The Cuban Government Lashes Out Against Bolivia for Receiving Rosa Maria Paya

Jeanine Añez and Rosa María Payá meet in the Palacio Quemado together with other Cuban activists. (Jeanine Añez)

14ymedio biggerEFE, via 14ymedio, Havana, January 22, 2020 — (EFE). On Tuesday, the Cuban Government reproached the acting President of Bolivia, Jeanine Áñez, for receiving the Cuban dissident Rosa María Payá and described the provisional executive members of the Andean country as “rebels who massacred the people” and “militarized the country.”

“Employees of the U.S. Government are rushing to embrace and support the Bolivian coup plotters who massacred the people, militarized the country, violated the Constitution and are rapidly trying to reverse the social advances in order to favor the oligarchs,” the Cuban Minister of Foreign Affairs, Bruno Rodríguez, wrote on Twitter.

In responding to this same publication, the Director General for Latin America of the Cuban Foreign Ministry, Eugenio Rodríguez, noted that “the de facto President of Bolivia enters the miniscule club of authorities from Latin America that receives, under pressure from the U.S., those included on the payroll of U.S.A.I.D. to overthrow the popular Government of Cuba.” continue reading

Rodríguez also said that U.S. Government “employees” born in Cuba or of Cuban origin “only manage to be received by the coup plotters”.

Áñez received on Monday in the Palacio Quemado de La Paz, the daughter of the deceased dissident, Oswaldo Payá, and the promoter of the project Cuba Decides, a platform for Cubans to decide in a plebiscite on the political system they want for the Island.

Other members of the Latin American Network of Youth for Democracy also took part in the meeting, which was held according to the internal mandate to discuss “the situation of the Cuban people and the state of democracy in Latin America”.

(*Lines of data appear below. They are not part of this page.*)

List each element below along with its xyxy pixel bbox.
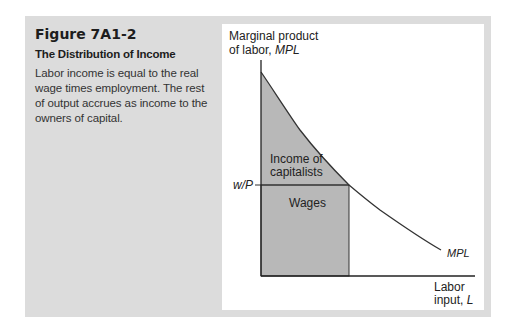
capitalists-label-line1: Income of xyxy=(270,152,323,166)
wage-tick-label: w/P xyxy=(233,178,253,192)
wages-label: Wages xyxy=(289,196,326,210)
y-axis-label-line2: of labor, MPL xyxy=(229,43,300,57)
distribution-chart: Marginal product of labor, MPL Income of… xyxy=(0,0,511,334)
x-axis-label-line2: input, L xyxy=(434,293,473,307)
x-axis-label-line1: Labor xyxy=(434,280,465,294)
capitalists-label-line2: capitalists xyxy=(270,165,323,179)
y-axis-label-line1: Marginal product xyxy=(229,29,319,43)
mpl-curve-label: MPL xyxy=(447,247,470,259)
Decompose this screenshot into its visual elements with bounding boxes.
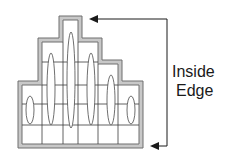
ellipse-col-4 (87, 53, 95, 125)
ellipse-col-5 (107, 75, 115, 125)
ellipse-col-3 (67, 32, 75, 128)
arrow-head-bottom-icon (150, 142, 159, 150)
ellipse-col-1 (26, 96, 34, 124)
label-line-2: Edge (172, 81, 215, 100)
ellipse-col-2 (47, 53, 55, 125)
inside-edge-label: Inside Edge (172, 62, 215, 100)
arrow-head-top-icon (89, 15, 98, 23)
ellipse-col-6 (127, 96, 135, 124)
label-line-1: Inside (172, 62, 215, 81)
stepped-outline (18, 16, 143, 148)
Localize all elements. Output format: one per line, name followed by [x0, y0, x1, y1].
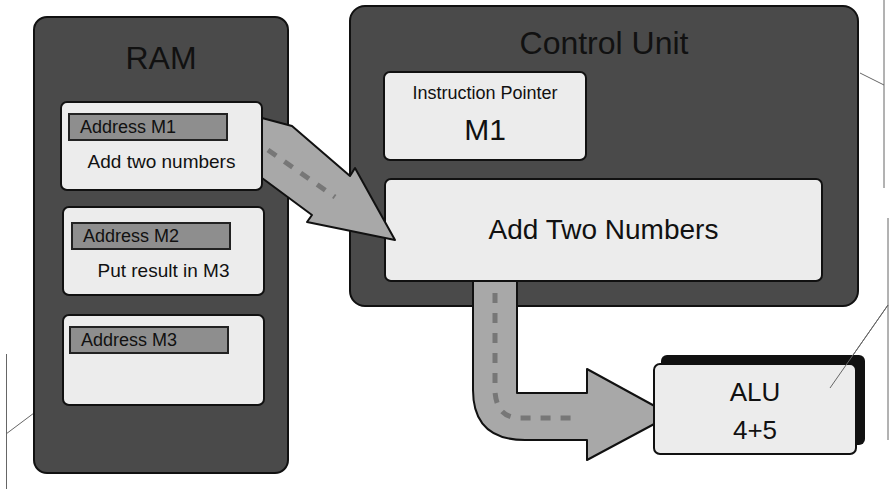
- ram-title: RAM: [35, 40, 287, 77]
- control-unit-title: Control Unit: [351, 25, 857, 62]
- control-unit-panel: Control Unit Instruction Pointer M1 Add …: [349, 5, 859, 307]
- current-instruction-text: Add Two Numbers: [386, 214, 821, 246]
- callout-line-left: [6, 354, 7, 489]
- ram-cell-m2: Address M2 Put result in M3: [62, 206, 265, 296]
- instruction-pointer-label: Instruction Pointer: [385, 83, 585, 104]
- instruction-pointer-box: Instruction Pointer M1: [383, 71, 587, 161]
- ram-cell-m1: Address M1 Add two numbers: [60, 101, 263, 191]
- address-label: Address M1: [68, 113, 228, 141]
- address-label: Address M3: [69, 326, 229, 354]
- alu-box: ALU 4+5: [653, 363, 857, 455]
- instruction-pointer-value: M1: [385, 113, 585, 147]
- execute-arrow-icon: [473, 281, 671, 460]
- alu-label: ALU: [655, 377, 855, 408]
- alu-operation: 4+5: [655, 415, 855, 446]
- address-label: Address M2: [71, 222, 231, 250]
- cell-content: Add two numbers: [62, 151, 261, 173]
- current-instruction-box: Add Two Numbers: [384, 178, 823, 282]
- cell-content: Put result in M3: [64, 260, 263, 282]
- ram-cell-m3: Address M3: [62, 314, 265, 406]
- ram-panel: RAM Address M1 Add two numbers Address M…: [33, 16, 289, 474]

“Thank you, Bolivia, for denouncing the criminal interference of Cuba in your country and for being the transition that inspires those of us who are still confronting dictatorships”, Payá wrote later on Twitter. She also met with Ex-President Jorge Quiroga.

Cuba and Bolivia were tightly allied when Evo Morales was President of Bolivia, but the foreign policy of the new President has been marked by distancing Bolivia from its former partner.

A short time after assuming power, when Morales resigned and left the country, the Interim Government broke off relations with Venezuela, and, although it presently maintains relations with Cuba, the ideological positions between La Paz and Havana are now antagonistic.

In November, Cuba withdrew for reasons of security more than 700 professionals who were providing services in Bolivia, mainly in the health sector.

The decision was the culmination of a discussion days earlier about the detention of several Cuban doctors by the Bolivian police. Initially they were accused of promoting protests in favor of Evo Morales, something that the Cuban Government vehemently denied.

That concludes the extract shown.